The first Easter was not celebrated in a large congregation. The resurrection was first announced to a small group of women gathered at a tomb and then proclaimed to disciples who were gathered behind locked doors consumed by fear and overcome with guilt.

The first Easter worship was held in a home, among a small group of disciples. The early church spread through small gatherings in homes all over Asia Minor and Europe. The witness of Scripture and the story of the early church are clear that the resurrection does not require large assemblies for validation; the power of the risen Christ is that he is everywhere, among all people, in every conceivable setting.

Because Christ is alive and has gone ahead of us, the ministry of the church can be carried out in homes and through relationships. That is how it was in the beginning -- and how it needs to be in this moment.

We should also remember that in every generation, there have been Christians living where public assembly on Easter could not take place. Even so, they have gathered in homes or huddled in secret or stepped aside in the midst of migration or persecution and declared their confidence that Christ is risen and that nothing in all creation can separate them from the love of God in Christ Jesus our Lord.

Some might say that the most powerful Christian witness would be for congregations to gather in spite of the virus, thereby announcing that the resurrected Christ is more powerful than COVID-19.

Yet to do so would be to risk exposing many people, including those most vulnerable, to infection and illness. There is already evidence that in some parts of the United States and the world, religious gatherings have hastened the spread of the virus.

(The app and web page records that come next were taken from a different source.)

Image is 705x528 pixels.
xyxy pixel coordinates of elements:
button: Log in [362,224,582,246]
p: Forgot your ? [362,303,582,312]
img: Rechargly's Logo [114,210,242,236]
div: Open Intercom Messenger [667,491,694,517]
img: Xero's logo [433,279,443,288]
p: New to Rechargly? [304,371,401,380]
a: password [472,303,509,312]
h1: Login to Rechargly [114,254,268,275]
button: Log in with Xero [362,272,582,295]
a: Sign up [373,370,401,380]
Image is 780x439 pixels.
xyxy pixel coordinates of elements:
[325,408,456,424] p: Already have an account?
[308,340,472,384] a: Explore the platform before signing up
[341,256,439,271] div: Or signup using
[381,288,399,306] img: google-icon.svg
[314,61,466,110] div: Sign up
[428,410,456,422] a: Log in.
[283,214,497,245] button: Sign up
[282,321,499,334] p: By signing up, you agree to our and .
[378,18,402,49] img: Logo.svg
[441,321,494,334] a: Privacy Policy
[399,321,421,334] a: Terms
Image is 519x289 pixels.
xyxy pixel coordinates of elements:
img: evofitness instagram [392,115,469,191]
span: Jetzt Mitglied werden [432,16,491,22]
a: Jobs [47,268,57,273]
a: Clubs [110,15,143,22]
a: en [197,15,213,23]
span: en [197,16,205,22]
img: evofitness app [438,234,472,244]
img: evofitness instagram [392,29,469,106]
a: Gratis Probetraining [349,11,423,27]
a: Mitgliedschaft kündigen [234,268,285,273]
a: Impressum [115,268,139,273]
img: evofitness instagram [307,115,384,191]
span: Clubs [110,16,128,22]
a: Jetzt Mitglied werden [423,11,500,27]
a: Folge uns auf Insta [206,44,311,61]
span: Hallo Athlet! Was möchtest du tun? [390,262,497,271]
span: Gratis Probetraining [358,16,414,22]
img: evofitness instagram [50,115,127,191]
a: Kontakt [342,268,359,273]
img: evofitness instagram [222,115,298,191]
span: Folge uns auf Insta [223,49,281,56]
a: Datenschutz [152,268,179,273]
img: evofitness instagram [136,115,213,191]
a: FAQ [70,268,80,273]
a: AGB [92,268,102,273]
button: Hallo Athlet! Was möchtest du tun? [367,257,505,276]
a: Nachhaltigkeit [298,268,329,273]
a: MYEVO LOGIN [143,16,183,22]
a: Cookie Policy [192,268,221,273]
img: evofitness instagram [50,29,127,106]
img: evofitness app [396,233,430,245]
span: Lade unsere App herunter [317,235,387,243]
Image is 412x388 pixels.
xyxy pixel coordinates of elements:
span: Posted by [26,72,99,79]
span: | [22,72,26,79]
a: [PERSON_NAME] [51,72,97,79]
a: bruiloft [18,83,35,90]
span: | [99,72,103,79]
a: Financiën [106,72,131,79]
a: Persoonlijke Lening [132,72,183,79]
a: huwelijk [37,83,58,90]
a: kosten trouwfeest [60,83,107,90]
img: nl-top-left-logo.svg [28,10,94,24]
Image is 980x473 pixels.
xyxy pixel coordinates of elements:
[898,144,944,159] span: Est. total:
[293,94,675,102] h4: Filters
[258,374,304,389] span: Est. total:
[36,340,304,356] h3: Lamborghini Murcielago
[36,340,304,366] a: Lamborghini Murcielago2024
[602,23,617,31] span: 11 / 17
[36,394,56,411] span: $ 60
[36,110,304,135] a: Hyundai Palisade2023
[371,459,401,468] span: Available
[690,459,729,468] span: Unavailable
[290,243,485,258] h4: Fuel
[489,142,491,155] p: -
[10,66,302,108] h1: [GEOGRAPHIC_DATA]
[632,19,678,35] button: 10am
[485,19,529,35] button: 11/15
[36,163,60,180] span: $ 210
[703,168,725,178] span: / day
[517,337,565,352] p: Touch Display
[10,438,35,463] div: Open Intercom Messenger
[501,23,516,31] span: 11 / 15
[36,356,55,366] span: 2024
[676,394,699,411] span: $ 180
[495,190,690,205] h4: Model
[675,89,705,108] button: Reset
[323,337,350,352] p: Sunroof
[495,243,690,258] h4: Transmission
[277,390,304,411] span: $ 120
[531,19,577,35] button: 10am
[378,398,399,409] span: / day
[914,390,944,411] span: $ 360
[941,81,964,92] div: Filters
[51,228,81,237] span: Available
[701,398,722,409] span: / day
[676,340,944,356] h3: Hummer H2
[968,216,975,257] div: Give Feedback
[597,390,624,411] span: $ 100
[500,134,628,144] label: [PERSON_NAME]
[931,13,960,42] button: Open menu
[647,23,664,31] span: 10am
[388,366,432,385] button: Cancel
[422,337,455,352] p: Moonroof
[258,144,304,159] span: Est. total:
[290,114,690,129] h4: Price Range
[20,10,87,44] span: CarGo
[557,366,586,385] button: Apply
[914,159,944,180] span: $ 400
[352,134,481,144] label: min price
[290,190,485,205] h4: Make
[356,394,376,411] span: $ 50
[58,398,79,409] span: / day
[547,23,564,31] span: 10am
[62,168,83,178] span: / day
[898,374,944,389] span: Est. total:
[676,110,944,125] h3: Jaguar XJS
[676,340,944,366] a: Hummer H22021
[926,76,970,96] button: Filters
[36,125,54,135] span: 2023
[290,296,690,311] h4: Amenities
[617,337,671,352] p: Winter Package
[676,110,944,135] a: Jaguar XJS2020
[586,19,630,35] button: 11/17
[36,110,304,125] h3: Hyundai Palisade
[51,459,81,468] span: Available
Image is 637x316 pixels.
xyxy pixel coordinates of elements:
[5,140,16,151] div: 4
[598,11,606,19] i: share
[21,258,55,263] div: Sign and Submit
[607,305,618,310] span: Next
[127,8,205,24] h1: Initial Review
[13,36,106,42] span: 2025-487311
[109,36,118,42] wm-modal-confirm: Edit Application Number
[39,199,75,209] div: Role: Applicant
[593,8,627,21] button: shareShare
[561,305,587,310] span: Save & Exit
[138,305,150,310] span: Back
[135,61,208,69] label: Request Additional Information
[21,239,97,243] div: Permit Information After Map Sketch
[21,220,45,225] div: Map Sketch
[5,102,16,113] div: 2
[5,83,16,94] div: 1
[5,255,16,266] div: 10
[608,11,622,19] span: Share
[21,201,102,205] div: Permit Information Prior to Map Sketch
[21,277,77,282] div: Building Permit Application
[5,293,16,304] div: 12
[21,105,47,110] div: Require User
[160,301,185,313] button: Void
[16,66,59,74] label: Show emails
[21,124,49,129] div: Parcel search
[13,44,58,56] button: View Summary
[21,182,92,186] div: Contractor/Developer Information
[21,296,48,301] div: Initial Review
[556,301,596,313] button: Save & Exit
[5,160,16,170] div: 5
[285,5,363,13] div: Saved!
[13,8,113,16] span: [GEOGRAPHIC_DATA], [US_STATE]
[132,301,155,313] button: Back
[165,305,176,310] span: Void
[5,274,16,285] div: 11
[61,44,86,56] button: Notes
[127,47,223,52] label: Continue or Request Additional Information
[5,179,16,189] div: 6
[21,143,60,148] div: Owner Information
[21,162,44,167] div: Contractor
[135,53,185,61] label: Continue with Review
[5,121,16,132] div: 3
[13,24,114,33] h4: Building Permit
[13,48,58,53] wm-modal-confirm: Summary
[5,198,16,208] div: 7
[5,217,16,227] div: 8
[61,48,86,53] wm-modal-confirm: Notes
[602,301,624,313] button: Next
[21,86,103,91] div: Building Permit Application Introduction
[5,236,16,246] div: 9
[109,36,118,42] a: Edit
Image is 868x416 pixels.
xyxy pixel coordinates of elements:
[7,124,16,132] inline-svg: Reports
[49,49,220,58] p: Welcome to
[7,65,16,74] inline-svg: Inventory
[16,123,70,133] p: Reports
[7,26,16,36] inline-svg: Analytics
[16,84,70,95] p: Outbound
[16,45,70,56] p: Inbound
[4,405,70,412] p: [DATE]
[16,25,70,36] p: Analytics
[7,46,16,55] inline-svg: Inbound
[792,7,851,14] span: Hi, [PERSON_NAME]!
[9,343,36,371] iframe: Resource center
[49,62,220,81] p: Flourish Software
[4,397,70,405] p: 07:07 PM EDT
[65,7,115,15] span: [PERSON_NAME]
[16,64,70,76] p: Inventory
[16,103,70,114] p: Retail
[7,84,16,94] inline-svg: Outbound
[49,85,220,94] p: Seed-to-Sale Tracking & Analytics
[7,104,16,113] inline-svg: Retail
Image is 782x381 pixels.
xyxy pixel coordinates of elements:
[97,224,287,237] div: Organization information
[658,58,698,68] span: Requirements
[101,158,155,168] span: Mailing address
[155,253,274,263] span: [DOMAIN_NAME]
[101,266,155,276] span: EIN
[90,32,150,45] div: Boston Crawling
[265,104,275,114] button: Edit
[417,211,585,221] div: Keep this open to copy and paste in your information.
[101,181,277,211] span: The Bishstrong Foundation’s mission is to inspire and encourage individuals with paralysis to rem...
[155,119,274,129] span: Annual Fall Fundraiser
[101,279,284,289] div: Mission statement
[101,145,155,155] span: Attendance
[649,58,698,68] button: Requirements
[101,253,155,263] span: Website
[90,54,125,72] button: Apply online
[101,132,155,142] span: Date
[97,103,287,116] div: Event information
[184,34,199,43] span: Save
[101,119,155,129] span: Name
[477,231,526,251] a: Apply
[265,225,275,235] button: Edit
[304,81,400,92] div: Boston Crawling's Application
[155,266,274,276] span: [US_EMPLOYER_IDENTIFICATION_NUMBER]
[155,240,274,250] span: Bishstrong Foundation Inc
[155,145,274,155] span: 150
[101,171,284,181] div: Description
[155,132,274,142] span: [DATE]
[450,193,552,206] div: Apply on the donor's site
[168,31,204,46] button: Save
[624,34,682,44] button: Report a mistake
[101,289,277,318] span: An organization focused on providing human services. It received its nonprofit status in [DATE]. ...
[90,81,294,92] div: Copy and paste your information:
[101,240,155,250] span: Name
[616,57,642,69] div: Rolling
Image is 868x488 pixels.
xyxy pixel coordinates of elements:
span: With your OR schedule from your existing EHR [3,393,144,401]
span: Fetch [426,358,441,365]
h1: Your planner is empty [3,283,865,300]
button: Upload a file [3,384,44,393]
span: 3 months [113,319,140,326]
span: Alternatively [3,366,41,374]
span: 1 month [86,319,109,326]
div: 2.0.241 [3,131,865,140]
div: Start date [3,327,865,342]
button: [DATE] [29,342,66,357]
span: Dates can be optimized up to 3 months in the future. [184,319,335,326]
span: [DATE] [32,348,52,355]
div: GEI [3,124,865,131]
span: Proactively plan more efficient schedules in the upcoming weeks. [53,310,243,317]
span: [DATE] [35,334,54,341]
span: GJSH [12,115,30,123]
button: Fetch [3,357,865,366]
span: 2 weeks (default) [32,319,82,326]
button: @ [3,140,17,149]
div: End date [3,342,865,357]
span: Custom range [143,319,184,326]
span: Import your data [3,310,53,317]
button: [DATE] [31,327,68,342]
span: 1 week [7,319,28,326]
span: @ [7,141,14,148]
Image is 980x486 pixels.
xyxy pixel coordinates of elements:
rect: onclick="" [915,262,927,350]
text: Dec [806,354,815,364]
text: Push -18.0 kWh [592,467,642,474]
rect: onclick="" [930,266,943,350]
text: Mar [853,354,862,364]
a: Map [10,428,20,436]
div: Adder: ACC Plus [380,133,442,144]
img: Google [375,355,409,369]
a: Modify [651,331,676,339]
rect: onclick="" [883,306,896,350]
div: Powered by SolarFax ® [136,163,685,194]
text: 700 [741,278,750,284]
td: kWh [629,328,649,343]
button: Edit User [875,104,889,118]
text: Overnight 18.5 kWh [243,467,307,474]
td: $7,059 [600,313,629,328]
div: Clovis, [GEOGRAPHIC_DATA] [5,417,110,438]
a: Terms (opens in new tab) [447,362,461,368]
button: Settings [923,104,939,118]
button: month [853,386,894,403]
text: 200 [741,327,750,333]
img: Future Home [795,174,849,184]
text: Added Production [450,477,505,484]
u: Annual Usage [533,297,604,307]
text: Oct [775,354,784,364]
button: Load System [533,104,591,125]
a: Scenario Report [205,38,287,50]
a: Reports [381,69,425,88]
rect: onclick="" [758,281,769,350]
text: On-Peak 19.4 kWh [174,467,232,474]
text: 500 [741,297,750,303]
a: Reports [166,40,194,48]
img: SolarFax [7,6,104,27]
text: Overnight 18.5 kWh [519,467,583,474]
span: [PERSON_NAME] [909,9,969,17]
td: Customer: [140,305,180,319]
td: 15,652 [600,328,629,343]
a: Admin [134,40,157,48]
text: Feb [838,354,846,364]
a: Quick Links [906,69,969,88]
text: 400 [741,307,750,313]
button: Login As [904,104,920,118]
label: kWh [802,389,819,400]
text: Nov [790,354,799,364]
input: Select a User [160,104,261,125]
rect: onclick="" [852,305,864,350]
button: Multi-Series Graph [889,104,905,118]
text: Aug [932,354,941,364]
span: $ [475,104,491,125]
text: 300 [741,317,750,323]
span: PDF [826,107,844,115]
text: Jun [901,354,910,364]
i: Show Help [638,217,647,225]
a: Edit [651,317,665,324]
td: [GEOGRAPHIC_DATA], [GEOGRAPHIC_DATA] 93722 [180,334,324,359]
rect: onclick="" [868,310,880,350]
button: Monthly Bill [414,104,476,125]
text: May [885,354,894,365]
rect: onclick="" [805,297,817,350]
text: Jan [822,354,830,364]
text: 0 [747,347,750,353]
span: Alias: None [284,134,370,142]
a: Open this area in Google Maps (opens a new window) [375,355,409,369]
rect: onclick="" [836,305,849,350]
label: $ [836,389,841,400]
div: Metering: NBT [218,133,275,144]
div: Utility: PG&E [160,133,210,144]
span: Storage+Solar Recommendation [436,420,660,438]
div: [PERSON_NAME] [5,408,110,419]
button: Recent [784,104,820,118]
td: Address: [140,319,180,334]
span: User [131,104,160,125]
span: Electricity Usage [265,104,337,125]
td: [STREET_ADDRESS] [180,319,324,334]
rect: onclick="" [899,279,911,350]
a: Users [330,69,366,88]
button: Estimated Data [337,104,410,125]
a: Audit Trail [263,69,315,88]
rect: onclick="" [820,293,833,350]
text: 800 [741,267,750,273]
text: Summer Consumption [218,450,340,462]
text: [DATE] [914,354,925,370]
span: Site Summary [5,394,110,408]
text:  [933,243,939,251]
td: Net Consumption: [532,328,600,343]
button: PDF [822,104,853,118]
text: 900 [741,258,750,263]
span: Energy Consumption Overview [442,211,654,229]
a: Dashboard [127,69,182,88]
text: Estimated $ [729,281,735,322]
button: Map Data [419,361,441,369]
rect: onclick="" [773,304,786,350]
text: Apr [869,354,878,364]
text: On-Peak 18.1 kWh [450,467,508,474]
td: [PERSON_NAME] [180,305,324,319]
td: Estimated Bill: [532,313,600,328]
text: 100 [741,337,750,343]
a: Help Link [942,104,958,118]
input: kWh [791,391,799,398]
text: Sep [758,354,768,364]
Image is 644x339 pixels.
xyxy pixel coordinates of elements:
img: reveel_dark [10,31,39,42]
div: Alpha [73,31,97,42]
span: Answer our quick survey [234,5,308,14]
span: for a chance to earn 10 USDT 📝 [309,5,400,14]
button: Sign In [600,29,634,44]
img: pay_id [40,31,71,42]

Is participating in the spread of a highly contagious virus that we do not yet understand or know how to treat a powerful witness to the risen Jesus?

To insist on a public gathering Easter Sunday is to send the message that if we cannot gather, somehow the Easter reality is in doubt. At least as I see it, that is a false witness that undermines the truly incomprehensible power of the risen Christ.

This year, Christians around the world will experience an Easter Sunday unlike any other. Early on, most of my own thinking has been about what we will have to give up.

But now I find myself wondering -- what kind of unique and compelling worship and witness can we offer to the risen Jesus this Easter? As we gather in homes all over our communities and the world, as families sing hymns together, as we join together virtually and in the power of a love that will not let us go, might we not offer a very different but unmistakably beautiful witness to the resurrection of Jesus?

Why not go back to the place where Easter began? We will be at home, struggling with fear and listening to someone we love tell us, “I have seen the Lord!” (John 20:18).

This Easter, let us lay claim as never before to the world-altering, life-changing truth: Christ our Lord is risen. And may the response come from homes all over the world: He is risen indeed! Alleluia!